As the band has evolved they’ve continually found new ways to maintain and expand those elements through their own original music; among the surprises on Complex Emotions is the subtle addition of synths by both Anderson and King, allowing them to enhance the “ambient tapestries” woven by Monder’s guitar.
“We have a Duchampian relationship to the music,” King says, citing the infamous Dada pioneer Marcel Duchamp. “You get to the point where you love the thing so much that you're able to look at it prismatically. You can see every single side: the beauty and depth, the absurdity and the insanity, the masculinity and the gentleness. We're interested in conveying all of those things throughout the course of an evening or a record.”
Zoom out a little further and it's clear that The Bad Plus has also curated those broad-spectrum elements over the course of a consistently unpredictable career. Reinvention was baked into the band’s DNA even throughout the 17 years that they spent as a trio with founding pianist Ethan Iverson, which included collaborations with vocalist Wendy Lewis and saxophonist Joshua Redman and a breathtaking interpretation of Igor Stravinsky’s “The Rite of Spring.” In 2017 the band underwent its first transformation when pianist Orrin Evans joined for a pair of critically acclaimed albums.
The addition of Speed and Monder was simply the latest in a history of unexpected moves. Both arrived with storied pedigrees of their own: Speed came to prominence in the influential quartet Human Feel (with Kurt Rosenwinkel, Andrew D’Angelo and Jim Black) followed by memberships in Tim Berne’s Bloodcount and John Hollenbeck’s Claudia Quintet alongside his own genre-resistant bands, including Pachora, yeah NO, The Clarinets, and Endangered Blood. He and Berne had previously joined Anderson and King in Broken Shadows, a quartet dedicated to the music of Ornette Coleman and Julius Hemphill, while King has been a member of Speed’s trio for more than a decade.
Monder has long been revered as a visionary guitarist whose uncategorizable sound ranges from graceful lyricism to mind-expanding ambiance to explosive shredding. He was enlisted by David Bowie for the rock icon’s stellar final album, Blackstar, and has enjoyed notable collaborations with Theo Bleckmann, Paul Motian, Guillermo Klein, Donny McCaslin, and the Maria Schneider Orchestra.
Complex Emotions melds these four powerful visions in remarkable ways. The album opens with Anderson’s atmospheric “Grid/Ocean,” which unfurls gently until the tension-inducing squall of Monder’s heady guitar, at which point the music swells to a cathartic climax.

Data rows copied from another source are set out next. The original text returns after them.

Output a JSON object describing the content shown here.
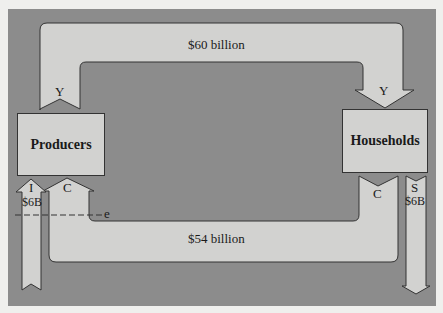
{
  "diagram": {
    "title": "",
    "nodes": {
      "producers": "Producers",
      "households": "Households"
    },
    "flows": {
      "income_amount": "$60 billion",
      "income_label_producers": "Y",
      "income_label_households": "Y",
      "consumption_amount": "$54 billion",
      "consumption_label_households": "C",
      "consumption_label_producers": "C",
      "investment_label": "I",
      "investment_amount": "$6B",
      "saving_label": "S",
      "saving_amount": "$6B",
      "equilibrium_marker": "e"
    },
    "colors": {
      "background_panel": "#8c8c8c",
      "arrow_fill": "#d2d2d0",
      "outline": "#333333",
      "page": "#efefed"
    }
  }
}
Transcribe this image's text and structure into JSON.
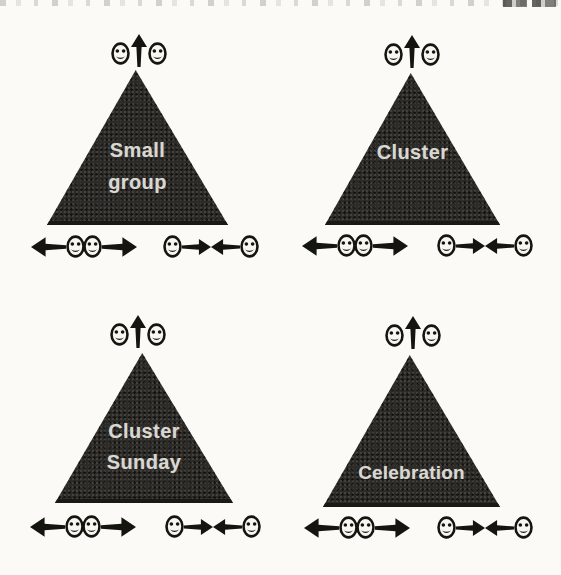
{
  "figure": {
    "type": "church-group-size-triangle-diagram",
    "panels": [
      {
        "id": "small-group",
        "label_line1": "Small",
        "label_line2": "group"
      },
      {
        "id": "cluster",
        "label_line1": "Cluster",
        "label_line2": ""
      },
      {
        "id": "cluster-sunday",
        "label_line1": "Cluster",
        "label_line2": "Sunday"
      },
      {
        "id": "celebration",
        "label_line1": "Celebration",
        "label_line2": ""
      }
    ],
    "icon_groups": {
      "top_group": [
        "smiley-face-icon",
        "up-arrow-icon",
        "smiley-face-icon"
      ],
      "bottom_left_group": [
        "left-arrow-icon",
        "smiley-face-icon",
        "smiley-face-icon",
        "right-arrow-icon"
      ],
      "bottom_right_group": [
        "smiley-face-icon",
        "right-arrow-icon",
        "left-arrow-icon",
        "smiley-face-icon"
      ]
    },
    "colors": {
      "background": "#fbfaf7",
      "triangle_fill": "#2c2b27",
      "label_text": "#d9d7d2",
      "icon_ink": "#15150f",
      "face_fill": "#f7f6f1"
    }
  }
}
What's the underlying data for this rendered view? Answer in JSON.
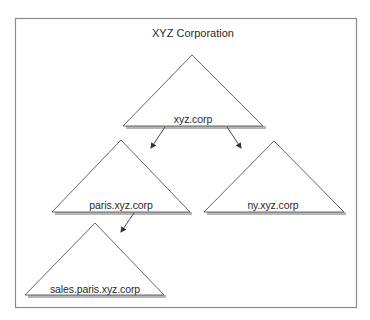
{
  "diagram": {
    "title": "XYZ Corporation",
    "type": "domain-tree",
    "nodes": [
      {
        "id": "root",
        "label": "xyz.corp",
        "parent": null
      },
      {
        "id": "paris",
        "label": "paris.xyz.corp",
        "parent": "root"
      },
      {
        "id": "ny",
        "label": "ny.xyz.corp",
        "parent": "root"
      },
      {
        "id": "sales",
        "label": "sales.paris.xyz.corp",
        "parent": "paris"
      }
    ],
    "edges": [
      {
        "from": "xyz.corp",
        "to": "paris.xyz.corp"
      },
      {
        "from": "xyz.corp",
        "to": "ny.xyz.corp"
      },
      {
        "from": "paris.xyz.corp",
        "to": "sales.paris.xyz.corp"
      }
    ]
  }
}
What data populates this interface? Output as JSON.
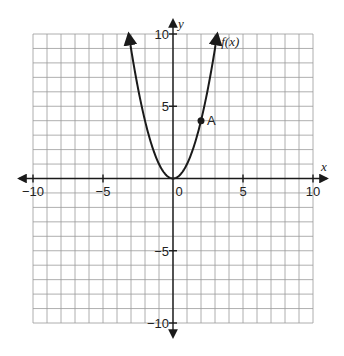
{
  "chart_data": {
    "type": "line",
    "title": "",
    "xlabel": "x",
    "ylabel": "y",
    "xlim": [
      -10,
      10
    ],
    "ylim": [
      -10,
      10
    ],
    "grid": true,
    "grid_step": 1,
    "x_ticks": [
      {
        "value": -10,
        "label": "−10"
      },
      {
        "value": -5,
        "label": "−5"
      },
      {
        "value": 0,
        "label": "0"
      },
      {
        "value": 5,
        "label": "5"
      },
      {
        "value": 10,
        "label": "10"
      }
    ],
    "y_ticks": [
      {
        "value": 10,
        "label": "10"
      },
      {
        "value": 5,
        "label": "5"
      },
      {
        "value": -5,
        "label": "−5"
      },
      {
        "value": -10,
        "label": "−10"
      }
    ],
    "series": [
      {
        "name": "f(x)",
        "label": "f(x)",
        "formula": "x^2",
        "x": [
          -3.16,
          -3,
          -2.5,
          -2,
          -1.5,
          -1,
          -0.5,
          0,
          0.5,
          1,
          1.5,
          2,
          2.5,
          3,
          3.16
        ],
        "y": [
          10,
          9,
          6.25,
          4,
          2.25,
          1,
          0.25,
          0,
          0.25,
          1,
          2.25,
          4,
          6.25,
          9,
          10
        ],
        "arrows_at_ends": true
      }
    ],
    "annotations": [
      {
        "type": "point",
        "label": "A",
        "x": 2,
        "y": 4
      }
    ]
  }
}
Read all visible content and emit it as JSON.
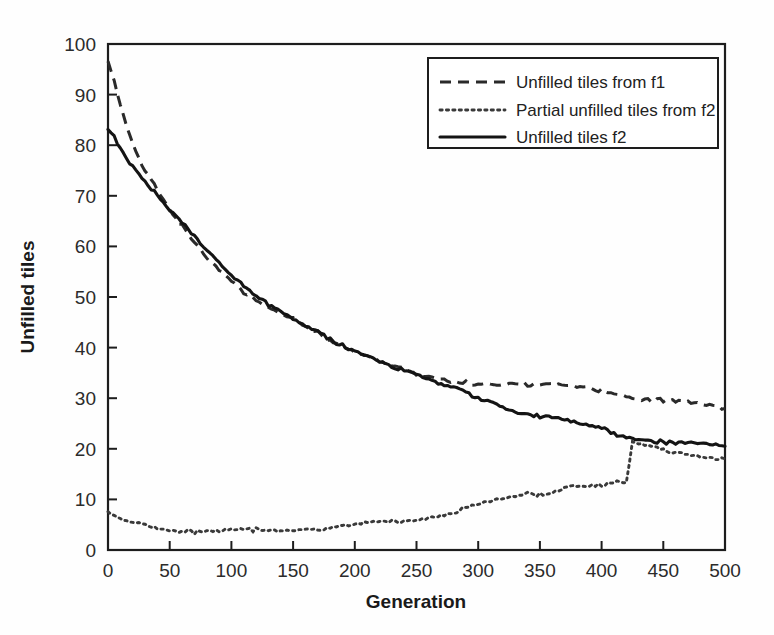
{
  "chart_data": {
    "type": "line",
    "title": "",
    "xlabel": "Generation",
    "ylabel": "Unfilled tiles",
    "xlim": [
      0,
      500
    ],
    "ylim": [
      0,
      100
    ],
    "xticks": [
      0,
      50,
      100,
      150,
      200,
      250,
      300,
      350,
      400,
      450,
      500
    ],
    "yticks": [
      0,
      10,
      20,
      30,
      40,
      50,
      60,
      70,
      80,
      90,
      100
    ],
    "grid": false,
    "legend_position": "top-right",
    "x": [
      0,
      5,
      10,
      15,
      20,
      25,
      30,
      35,
      40,
      45,
      50,
      60,
      70,
      80,
      90,
      100,
      110,
      120,
      130,
      140,
      150,
      160,
      170,
      180,
      190,
      200,
      210,
      220,
      230,
      240,
      250,
      260,
      270,
      280,
      290,
      300,
      310,
      320,
      330,
      340,
      350,
      360,
      370,
      380,
      390,
      400,
      410,
      420,
      425,
      430,
      440,
      450,
      460,
      470,
      480,
      490,
      500
    ],
    "series": [
      {
        "name": "Unfilled tiles from f1",
        "style": "dashed",
        "color": "#2a2a2a",
        "values": [
          96.5,
          93.0,
          88.0,
          84.0,
          80.5,
          77.5,
          75.0,
          73.0,
          71.0,
          69.0,
          67.0,
          64.0,
          61.0,
          58.0,
          55.5,
          53.5,
          51.0,
          49.5,
          47.5,
          46.5,
          45.5,
          44.0,
          43.0,
          41.5,
          40.5,
          39.5,
          38.5,
          37.5,
          36.5,
          35.5,
          34.5,
          34.0,
          33.5,
          33.2,
          33.0,
          33.0,
          33.0,
          33.0,
          33.0,
          32.8,
          32.5,
          32.5,
          32.3,
          32.0,
          31.8,
          31.5,
          31.0,
          30.5,
          30.3,
          30.0,
          29.7,
          29.5,
          29.2,
          29.0,
          28.7,
          28.4,
          28.0
        ]
      },
      {
        "name": "Partial unfilled tiles from f2",
        "style": "dotted",
        "color": "#3a3a3a",
        "values": [
          8.0,
          7.0,
          6.0,
          5.5,
          5.2,
          5.0,
          5.0,
          4.8,
          4.5,
          4.2,
          4.0,
          3.8,
          3.5,
          3.5,
          3.6,
          3.8,
          4.0,
          4.0,
          4.0,
          4.0,
          4.2,
          4.2,
          4.2,
          4.3,
          4.5,
          5.0,
          5.2,
          5.5,
          5.5,
          5.8,
          6.0,
          6.5,
          7.0,
          7.5,
          8.5,
          8.8,
          9.5,
          10.0,
          10.5,
          11.0,
          11.0,
          11.5,
          12.5,
          13.0,
          13.0,
          13.0,
          13.2,
          13.3,
          21.0,
          20.8,
          20.2,
          19.8,
          19.5,
          19.0,
          18.7,
          18.4,
          18.0
        ]
      },
      {
        "name": "Unfilled tiles f2",
        "style": "solid",
        "color": "#141414",
        "values": [
          83.0,
          81.5,
          79.5,
          77.5,
          76.0,
          74.5,
          73.0,
          71.5,
          70.0,
          68.5,
          67.0,
          64.5,
          62.0,
          59.5,
          57.0,
          54.5,
          52.5,
          50.5,
          48.5,
          47.0,
          45.5,
          44.0,
          43.0,
          41.5,
          40.5,
          39.5,
          38.5,
          37.5,
          36.5,
          35.5,
          34.5,
          33.5,
          32.5,
          32.0,
          31.0,
          30.0,
          29.5,
          28.5,
          27.5,
          27.0,
          26.5,
          26.0,
          25.5,
          25.0,
          24.5,
          24.0,
          23.0,
          22.5,
          22.3,
          22.0,
          21.7,
          21.4,
          21.2,
          21.0,
          20.8,
          20.6,
          20.5
        ]
      }
    ]
  },
  "legend": {
    "entries": [
      {
        "label": "Unfilled tiles from f1"
      },
      {
        "label": "Partial unfilled tiles from f2"
      },
      {
        "label": "Unfilled tiles f2"
      }
    ]
  }
}
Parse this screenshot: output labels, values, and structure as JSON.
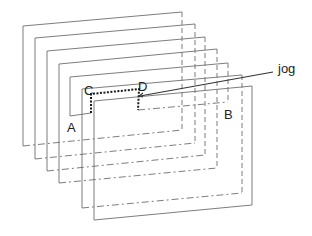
{
  "diagram": {
    "layer_count": 8,
    "labels": {
      "a": "A",
      "b": "B",
      "c": "C",
      "d": "D",
      "jog": "jog"
    },
    "colors": {
      "layer_stroke": "#6e6e6e",
      "route_stroke": "#1a1a1a",
      "text": "#222222",
      "background": "#ffffff"
    }
  }
}
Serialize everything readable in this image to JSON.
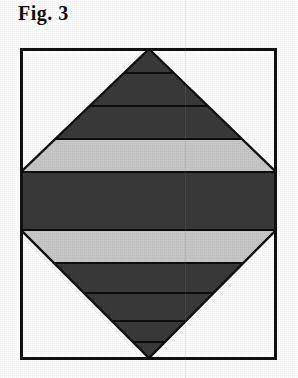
{
  "figure": {
    "caption": "Fig. 3",
    "page_background": "#ffffff"
  },
  "plate": {
    "border_color": "#111111",
    "border_width_px": 3,
    "fill": "#ffffff",
    "x": 20,
    "y": 48,
    "width": 257,
    "height": 312
  },
  "colors": {
    "dark_band": "#3a3a3a",
    "light_band": "#c8c8c8",
    "separator_line": "#0d0d0d",
    "outline": "#111111",
    "background": "#ffffff",
    "fold_artifact": "#787878"
  },
  "shape": {
    "name": "banded-rhombus",
    "description": "Rhombus (diamond) with apex at top-center and bottom-center, left and right vertices truncated flat against the plate side edges, subdivided by horizontal bands alternating dark and light gray.",
    "top_vertex": [
      129,
      1
    ],
    "bottom_vertex": [
      129,
      310
    ],
    "left_edge_x": 1,
    "right_edge_x": 256,
    "waist_top_y": 124,
    "waist_bottom_y": 182
  },
  "bands": [
    {
      "index": 1,
      "label": "band-1-dark",
      "tone": "dark",
      "color": "#3a3a3a",
      "top_y": 1,
      "bottom_y": 25
    },
    {
      "index": 2,
      "label": "band-2-dark",
      "tone": "dark",
      "color": "#3a3a3a",
      "top_y": 25,
      "bottom_y": 58
    },
    {
      "index": 3,
      "label": "band-3-dark",
      "tone": "dark",
      "color": "#3a3a3a",
      "top_y": 58,
      "bottom_y": 91
    },
    {
      "index": 4,
      "label": "band-4-light",
      "tone": "light",
      "color": "#c8c8c8",
      "top_y": 91,
      "bottom_y": 124
    },
    {
      "index": 5,
      "label": "band-5-dark",
      "tone": "dark",
      "color": "#3a3a3a",
      "top_y": 124,
      "bottom_y": 182
    },
    {
      "index": 6,
      "label": "band-6-light",
      "tone": "light",
      "color": "#c8c8c8",
      "top_y": 182,
      "bottom_y": 215
    },
    {
      "index": 7,
      "label": "band-7-dark",
      "tone": "dark",
      "color": "#3a3a3a",
      "top_y": 215,
      "bottom_y": 245
    },
    {
      "index": 8,
      "label": "band-8-dark",
      "tone": "dark",
      "color": "#3a3a3a",
      "top_y": 245,
      "bottom_y": 273
    },
    {
      "index": 9,
      "label": "band-9-dark",
      "tone": "dark",
      "color": "#3a3a3a",
      "top_y": 273,
      "bottom_y": 294
    },
    {
      "index": 10,
      "label": "band-10-dark",
      "tone": "dark",
      "color": "#3a3a3a",
      "top_y": 294,
      "bottom_y": 310
    }
  ],
  "separators": [
    25,
    58,
    91,
    124,
    182,
    215,
    245,
    273,
    294
  ]
}
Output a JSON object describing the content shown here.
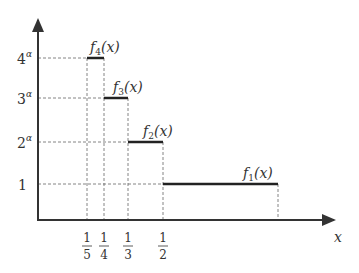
{
  "diagram": {
    "type": "step-function-plot",
    "x_axis_label": "x",
    "y_ticks": [
      {
        "base": "4",
        "exp": "α",
        "value": "4^α"
      },
      {
        "base": "3",
        "exp": "α",
        "value": "3^α"
      },
      {
        "base": "2",
        "exp": "α",
        "value": "2^α"
      },
      {
        "base": "1",
        "exp": "",
        "value": "1"
      }
    ],
    "x_ticks": [
      {
        "num": "1",
        "den": "5",
        "value": "1/5"
      },
      {
        "num": "1",
        "den": "4",
        "value": "1/4"
      },
      {
        "num": "1",
        "den": "3",
        "value": "1/3"
      },
      {
        "num": "1",
        "den": "2",
        "value": "1/2"
      }
    ],
    "functions": [
      {
        "name": "f",
        "sub": "4",
        "arg": "(x)",
        "label": "f4(x)",
        "level": "4^α",
        "interval": [
          "1/5",
          "1/4"
        ]
      },
      {
        "name": "f",
        "sub": "3",
        "arg": "(x)",
        "label": "f3(x)",
        "level": "3^α",
        "interval": [
          "1/4",
          "1/3"
        ]
      },
      {
        "name": "f",
        "sub": "2",
        "arg": "(x)",
        "label": "f2(x)",
        "level": "2^α",
        "interval": [
          "1/3",
          "1/2"
        ]
      },
      {
        "name": "f",
        "sub": "1",
        "arg": "(x)",
        "label": "f1(x)",
        "level": "1",
        "interval": [
          "1/2",
          "1"
        ]
      }
    ],
    "colors": {
      "axis": "#333333",
      "step": "#222222",
      "dashed": "#666666",
      "text": "#333333"
    }
  }
}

The bassist also contributed the rollicking “French Horns,” its ferocious melody seeming to ping-pong from one corner of the room to another; “Carrier” with its stuttering rhythms and airy lyricism; and the blistering “Deep Water Sharks,” a showcase for Speed’s serrated blowing.
King’s “Casa Ben” contrasts cascading lines over a steadfast groove, while “Tyrone’s Flamingo” summons evocative mystery well beyond its delightfully enigmatic title. The new guys also make their debuts as composers for the Bad Plus book: Speed’s “Cupcake One” is built on the rock-solid foundation of Anderson’s robust, elastic bassline, while Monder’s mesmerizing “Li Po” ends the album with an excursion into the stark and evanescent.
That the band can veer into so much unexplored terrain yet still emerge sounding like The Bad Plus on Complex Emotions is a testament to their finely crafted identity and insistence on constantly evolving.
“The song is number one,” King says. “Our dedication to that allows us to get into the complex emotion zone.”
“It’s an emergent property of our band ethos,” Anderson adds. “We create a space where everybody gets to be themselves.”